Spectral segment#

A segment is one wavelength chunk of the spectrum.
PySME is segment-aware by design: most spectral arrays are stored as a list-like object with one entry per segment.

Why segments exist#

Segments are useful when:

  • your observation is naturally split into orders/chunks

  • different chunks have different wavelength sampling/resolution/radial velocity.

  • you want to process only part of the spectrum in synthesis/solve

How segments are defined#

PySME can get segment information from either:

  • sme.wave: explicit wavelength arrays (recommended when available)

  • sme.wran: only segment boundaries [[w0_start, w0_end], [w1_start, w1_end], ...]

If sme.wave exists, it effectively defines segment boundaries.
If only sme.wran is given, PySME synthesizes each segment within those ranges.

Segment-aware inputs#

Typical segment-aware fields are:

  • wave

  • spec

  • uncs

  • mask

  • synth

  • cont

  • wint (optional transfer grid)

  • vrad

  • cscale

You can pass these as:

  • a single 1D array for one segment

  • a list of arrays for multiple segments

Parameters that are not segmented#

Some model parameters are global (single value for all segments), e.g.:

  • vmic

  • vmac

  • vsini

Some are scalar-or-per-segment, e.g.:

  • ipres: can be one value or one value per segment

  • vrad: handled per segment, depending on vrad_flag

Choosing which segments to run#

Both synthesize_spectrum(...) and solve(...) accept a segments argument.

  • segments="all": run all segments

  • segments=[0, 2, ...]: run selected segments only

Invalid indices raise an error.
Segments that are fully masked as bad pixels are skipped automatically.

Practical notes#

  • Keep segment ordering consistent across all segment-aware inputs.

  • If you provide per-segment arrays, lengths must match within each segment.

  • For simple single-chunk workflows, using one 1D wave array is enough.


■ What the task asks: From the entries that follow, report every line in which "view" occurs.

■ Dataset extract:

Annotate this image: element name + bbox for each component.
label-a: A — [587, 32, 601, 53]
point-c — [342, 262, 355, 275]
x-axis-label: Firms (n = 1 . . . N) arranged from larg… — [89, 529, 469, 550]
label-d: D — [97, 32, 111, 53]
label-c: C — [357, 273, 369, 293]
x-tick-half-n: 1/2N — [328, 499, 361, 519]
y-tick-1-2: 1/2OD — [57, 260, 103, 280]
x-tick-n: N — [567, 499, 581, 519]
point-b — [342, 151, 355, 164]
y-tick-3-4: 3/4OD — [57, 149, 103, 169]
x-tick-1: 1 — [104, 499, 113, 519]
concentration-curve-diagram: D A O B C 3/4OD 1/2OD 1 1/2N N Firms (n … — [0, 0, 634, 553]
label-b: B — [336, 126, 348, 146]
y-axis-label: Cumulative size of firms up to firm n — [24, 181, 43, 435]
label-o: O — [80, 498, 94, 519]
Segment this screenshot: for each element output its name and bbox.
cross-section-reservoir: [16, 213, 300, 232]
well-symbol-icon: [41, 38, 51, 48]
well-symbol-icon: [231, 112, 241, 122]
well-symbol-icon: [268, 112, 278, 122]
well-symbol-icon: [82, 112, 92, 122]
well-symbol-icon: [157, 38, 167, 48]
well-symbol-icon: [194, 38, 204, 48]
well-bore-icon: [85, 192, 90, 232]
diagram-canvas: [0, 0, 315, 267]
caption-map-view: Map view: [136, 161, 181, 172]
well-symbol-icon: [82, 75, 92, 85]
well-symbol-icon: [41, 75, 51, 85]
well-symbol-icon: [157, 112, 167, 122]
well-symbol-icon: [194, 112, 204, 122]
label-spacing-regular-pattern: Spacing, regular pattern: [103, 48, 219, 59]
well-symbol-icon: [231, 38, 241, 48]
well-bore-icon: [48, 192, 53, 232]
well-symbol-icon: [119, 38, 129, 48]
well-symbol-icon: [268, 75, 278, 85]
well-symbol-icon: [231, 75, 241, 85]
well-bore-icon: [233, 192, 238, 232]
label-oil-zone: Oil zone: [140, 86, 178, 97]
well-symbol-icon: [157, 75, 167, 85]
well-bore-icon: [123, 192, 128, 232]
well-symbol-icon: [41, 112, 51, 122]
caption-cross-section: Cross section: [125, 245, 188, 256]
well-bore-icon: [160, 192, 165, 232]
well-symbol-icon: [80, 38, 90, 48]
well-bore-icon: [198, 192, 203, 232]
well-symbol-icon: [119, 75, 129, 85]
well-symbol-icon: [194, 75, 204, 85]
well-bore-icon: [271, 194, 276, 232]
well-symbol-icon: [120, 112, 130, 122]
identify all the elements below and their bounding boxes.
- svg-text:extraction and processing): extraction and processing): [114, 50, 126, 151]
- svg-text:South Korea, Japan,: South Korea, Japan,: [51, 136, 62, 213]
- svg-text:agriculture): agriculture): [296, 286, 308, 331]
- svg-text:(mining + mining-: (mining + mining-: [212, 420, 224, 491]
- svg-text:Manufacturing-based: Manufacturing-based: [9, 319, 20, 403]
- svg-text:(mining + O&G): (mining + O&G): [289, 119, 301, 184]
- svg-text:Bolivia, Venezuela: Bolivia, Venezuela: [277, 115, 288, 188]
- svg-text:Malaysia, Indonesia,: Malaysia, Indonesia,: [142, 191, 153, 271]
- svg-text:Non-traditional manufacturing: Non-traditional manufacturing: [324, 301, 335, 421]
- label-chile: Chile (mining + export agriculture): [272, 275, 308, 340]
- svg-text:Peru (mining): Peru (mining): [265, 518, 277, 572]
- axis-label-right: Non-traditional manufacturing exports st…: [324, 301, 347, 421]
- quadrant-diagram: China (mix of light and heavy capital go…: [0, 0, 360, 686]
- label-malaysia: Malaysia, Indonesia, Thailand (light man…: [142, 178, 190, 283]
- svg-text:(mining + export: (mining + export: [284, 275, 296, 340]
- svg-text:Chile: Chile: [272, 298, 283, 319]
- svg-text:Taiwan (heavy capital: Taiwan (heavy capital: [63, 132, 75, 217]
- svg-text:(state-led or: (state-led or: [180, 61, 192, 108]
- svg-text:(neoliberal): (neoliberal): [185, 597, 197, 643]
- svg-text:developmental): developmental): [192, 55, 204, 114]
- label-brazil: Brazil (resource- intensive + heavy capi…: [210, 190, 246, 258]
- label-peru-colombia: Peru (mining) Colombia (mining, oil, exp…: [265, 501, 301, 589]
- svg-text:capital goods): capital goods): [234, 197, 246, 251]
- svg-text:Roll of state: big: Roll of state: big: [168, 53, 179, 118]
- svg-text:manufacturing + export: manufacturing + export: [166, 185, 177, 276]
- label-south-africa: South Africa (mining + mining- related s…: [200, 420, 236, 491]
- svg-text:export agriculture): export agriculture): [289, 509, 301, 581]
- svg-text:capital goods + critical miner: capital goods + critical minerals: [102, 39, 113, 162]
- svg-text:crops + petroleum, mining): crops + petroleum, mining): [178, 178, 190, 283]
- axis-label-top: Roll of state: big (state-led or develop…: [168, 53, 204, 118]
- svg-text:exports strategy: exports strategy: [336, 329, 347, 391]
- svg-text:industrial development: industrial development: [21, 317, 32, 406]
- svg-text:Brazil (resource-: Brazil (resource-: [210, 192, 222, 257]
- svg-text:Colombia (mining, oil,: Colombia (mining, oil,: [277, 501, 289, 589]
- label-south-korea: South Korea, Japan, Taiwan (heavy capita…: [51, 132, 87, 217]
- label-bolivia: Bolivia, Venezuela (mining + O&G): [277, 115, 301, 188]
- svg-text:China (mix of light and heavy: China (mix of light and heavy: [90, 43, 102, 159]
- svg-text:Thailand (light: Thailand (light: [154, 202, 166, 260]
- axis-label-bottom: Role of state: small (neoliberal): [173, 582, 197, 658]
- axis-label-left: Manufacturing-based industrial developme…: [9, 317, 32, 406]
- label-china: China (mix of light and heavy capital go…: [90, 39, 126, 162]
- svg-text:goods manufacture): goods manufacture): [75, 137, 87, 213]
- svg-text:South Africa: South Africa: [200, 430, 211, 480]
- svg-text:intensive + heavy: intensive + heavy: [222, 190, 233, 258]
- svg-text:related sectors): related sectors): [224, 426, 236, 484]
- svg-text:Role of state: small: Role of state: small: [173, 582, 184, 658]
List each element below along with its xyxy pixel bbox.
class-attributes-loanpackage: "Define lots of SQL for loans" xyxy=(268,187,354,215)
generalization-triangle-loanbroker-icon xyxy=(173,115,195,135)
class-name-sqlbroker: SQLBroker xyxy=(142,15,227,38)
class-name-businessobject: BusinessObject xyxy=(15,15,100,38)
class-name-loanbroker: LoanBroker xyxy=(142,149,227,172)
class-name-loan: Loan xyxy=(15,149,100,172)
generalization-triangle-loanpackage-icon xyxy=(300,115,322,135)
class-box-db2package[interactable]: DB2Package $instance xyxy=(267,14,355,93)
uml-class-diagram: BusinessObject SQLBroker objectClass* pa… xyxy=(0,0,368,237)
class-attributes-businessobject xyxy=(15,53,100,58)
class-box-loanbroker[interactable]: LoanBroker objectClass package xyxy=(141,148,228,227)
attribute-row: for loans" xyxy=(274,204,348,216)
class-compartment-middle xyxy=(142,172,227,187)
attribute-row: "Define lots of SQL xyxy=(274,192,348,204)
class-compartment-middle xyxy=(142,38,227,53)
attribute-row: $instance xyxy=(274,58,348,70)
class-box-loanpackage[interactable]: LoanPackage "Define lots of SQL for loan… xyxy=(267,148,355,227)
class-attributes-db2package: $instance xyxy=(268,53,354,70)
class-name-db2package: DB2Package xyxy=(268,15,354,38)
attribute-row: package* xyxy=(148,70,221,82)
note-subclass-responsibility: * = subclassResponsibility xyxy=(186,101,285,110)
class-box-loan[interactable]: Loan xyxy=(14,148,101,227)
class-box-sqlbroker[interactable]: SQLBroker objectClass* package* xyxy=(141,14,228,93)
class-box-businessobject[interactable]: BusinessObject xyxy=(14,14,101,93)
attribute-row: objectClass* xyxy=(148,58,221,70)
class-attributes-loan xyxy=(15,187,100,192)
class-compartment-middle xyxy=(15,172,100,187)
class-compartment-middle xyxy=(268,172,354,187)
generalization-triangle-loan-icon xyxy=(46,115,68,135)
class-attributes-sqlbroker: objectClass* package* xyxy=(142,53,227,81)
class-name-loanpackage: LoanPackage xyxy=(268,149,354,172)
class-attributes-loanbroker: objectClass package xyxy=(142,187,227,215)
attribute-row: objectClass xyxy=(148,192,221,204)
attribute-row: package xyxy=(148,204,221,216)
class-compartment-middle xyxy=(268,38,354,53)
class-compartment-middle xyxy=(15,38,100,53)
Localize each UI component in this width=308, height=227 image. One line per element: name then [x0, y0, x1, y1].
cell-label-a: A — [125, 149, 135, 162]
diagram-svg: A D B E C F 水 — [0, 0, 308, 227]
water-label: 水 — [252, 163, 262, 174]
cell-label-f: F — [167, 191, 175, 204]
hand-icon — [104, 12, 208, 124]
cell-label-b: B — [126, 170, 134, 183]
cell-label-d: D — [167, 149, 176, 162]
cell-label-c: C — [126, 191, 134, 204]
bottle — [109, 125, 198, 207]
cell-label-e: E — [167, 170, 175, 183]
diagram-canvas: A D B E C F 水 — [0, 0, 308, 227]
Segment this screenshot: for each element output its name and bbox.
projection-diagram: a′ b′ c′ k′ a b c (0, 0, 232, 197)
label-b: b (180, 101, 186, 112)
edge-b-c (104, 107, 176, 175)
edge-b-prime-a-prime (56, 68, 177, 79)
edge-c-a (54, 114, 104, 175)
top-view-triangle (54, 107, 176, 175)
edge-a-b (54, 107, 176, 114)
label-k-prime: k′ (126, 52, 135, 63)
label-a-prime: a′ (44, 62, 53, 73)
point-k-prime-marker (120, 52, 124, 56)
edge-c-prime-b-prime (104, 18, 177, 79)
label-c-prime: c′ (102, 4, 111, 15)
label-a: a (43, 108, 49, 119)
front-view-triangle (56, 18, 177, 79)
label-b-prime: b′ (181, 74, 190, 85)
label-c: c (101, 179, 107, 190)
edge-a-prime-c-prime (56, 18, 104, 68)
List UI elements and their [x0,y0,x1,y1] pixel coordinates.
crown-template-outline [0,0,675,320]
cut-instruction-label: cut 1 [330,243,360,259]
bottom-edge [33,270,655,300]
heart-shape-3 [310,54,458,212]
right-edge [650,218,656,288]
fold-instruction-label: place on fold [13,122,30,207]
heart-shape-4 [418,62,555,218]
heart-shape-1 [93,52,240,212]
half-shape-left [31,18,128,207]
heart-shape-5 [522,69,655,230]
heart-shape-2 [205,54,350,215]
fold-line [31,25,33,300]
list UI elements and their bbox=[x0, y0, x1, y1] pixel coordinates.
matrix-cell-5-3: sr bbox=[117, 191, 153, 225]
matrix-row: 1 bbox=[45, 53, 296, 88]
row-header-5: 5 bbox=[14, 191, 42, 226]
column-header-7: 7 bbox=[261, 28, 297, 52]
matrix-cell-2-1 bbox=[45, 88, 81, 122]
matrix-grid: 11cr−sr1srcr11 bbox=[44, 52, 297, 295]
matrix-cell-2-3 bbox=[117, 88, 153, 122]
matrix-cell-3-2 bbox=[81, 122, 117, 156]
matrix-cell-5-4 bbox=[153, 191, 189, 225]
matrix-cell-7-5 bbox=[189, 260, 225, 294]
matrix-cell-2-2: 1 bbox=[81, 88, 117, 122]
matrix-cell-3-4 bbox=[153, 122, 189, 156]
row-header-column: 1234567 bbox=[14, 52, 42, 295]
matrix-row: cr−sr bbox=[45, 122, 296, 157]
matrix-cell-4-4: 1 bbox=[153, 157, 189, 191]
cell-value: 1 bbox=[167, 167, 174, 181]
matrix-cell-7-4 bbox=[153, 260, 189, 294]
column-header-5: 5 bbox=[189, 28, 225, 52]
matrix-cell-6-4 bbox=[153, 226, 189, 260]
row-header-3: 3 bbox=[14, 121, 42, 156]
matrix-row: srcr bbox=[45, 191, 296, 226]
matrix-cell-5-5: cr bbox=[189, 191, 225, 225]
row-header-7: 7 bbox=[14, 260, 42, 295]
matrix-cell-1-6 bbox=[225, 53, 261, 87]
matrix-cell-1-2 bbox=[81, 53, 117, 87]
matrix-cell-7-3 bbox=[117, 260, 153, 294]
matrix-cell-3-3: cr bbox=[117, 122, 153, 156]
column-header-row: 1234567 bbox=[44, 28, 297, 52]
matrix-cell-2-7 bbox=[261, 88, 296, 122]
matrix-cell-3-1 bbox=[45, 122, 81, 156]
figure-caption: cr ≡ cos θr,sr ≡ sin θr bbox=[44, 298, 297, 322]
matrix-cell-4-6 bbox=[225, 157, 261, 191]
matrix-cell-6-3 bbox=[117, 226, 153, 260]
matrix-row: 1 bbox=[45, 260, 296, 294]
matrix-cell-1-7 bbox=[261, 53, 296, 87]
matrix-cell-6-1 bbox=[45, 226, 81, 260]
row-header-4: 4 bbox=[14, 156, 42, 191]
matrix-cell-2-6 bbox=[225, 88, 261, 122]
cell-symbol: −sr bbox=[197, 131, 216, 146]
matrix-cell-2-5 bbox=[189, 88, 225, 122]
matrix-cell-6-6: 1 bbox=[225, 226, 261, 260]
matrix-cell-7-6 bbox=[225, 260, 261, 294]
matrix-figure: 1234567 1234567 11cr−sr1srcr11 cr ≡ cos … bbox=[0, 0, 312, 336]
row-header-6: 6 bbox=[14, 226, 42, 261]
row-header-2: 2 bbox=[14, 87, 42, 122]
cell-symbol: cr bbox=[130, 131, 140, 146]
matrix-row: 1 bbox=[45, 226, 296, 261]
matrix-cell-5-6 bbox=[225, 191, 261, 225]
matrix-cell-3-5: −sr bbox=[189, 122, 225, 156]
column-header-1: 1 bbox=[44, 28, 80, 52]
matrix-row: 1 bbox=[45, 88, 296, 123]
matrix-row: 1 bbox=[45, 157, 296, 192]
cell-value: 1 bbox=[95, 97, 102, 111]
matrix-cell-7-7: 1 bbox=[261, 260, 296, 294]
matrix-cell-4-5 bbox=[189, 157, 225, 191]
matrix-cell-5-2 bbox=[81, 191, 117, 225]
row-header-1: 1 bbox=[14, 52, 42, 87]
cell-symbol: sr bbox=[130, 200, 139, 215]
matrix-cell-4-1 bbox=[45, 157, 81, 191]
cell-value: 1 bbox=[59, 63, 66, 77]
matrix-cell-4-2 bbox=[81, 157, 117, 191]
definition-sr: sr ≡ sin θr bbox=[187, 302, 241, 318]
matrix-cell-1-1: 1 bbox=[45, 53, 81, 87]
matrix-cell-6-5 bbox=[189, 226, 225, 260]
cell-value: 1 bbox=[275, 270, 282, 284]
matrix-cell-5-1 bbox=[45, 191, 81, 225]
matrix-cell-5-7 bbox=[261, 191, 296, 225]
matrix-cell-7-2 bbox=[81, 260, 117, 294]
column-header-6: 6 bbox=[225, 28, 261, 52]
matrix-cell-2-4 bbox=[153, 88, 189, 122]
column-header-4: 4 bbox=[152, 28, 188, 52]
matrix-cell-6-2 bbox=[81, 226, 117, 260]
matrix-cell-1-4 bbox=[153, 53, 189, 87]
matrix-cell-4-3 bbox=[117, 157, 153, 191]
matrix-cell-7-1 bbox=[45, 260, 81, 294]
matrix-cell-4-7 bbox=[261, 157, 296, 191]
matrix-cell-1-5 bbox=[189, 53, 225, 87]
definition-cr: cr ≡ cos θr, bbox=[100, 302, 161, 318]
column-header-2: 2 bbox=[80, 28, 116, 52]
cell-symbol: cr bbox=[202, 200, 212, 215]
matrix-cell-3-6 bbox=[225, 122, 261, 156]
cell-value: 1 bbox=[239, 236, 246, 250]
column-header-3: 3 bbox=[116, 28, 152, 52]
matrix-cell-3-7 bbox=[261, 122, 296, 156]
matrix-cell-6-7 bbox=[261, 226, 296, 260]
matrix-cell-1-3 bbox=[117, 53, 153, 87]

■ Reply to the task:
caption-map-view: Map view: [136, 161, 181, 172]
top-view-triangle (54, 107, 176, 175)
front-view-triangle (56, 18, 177, 79)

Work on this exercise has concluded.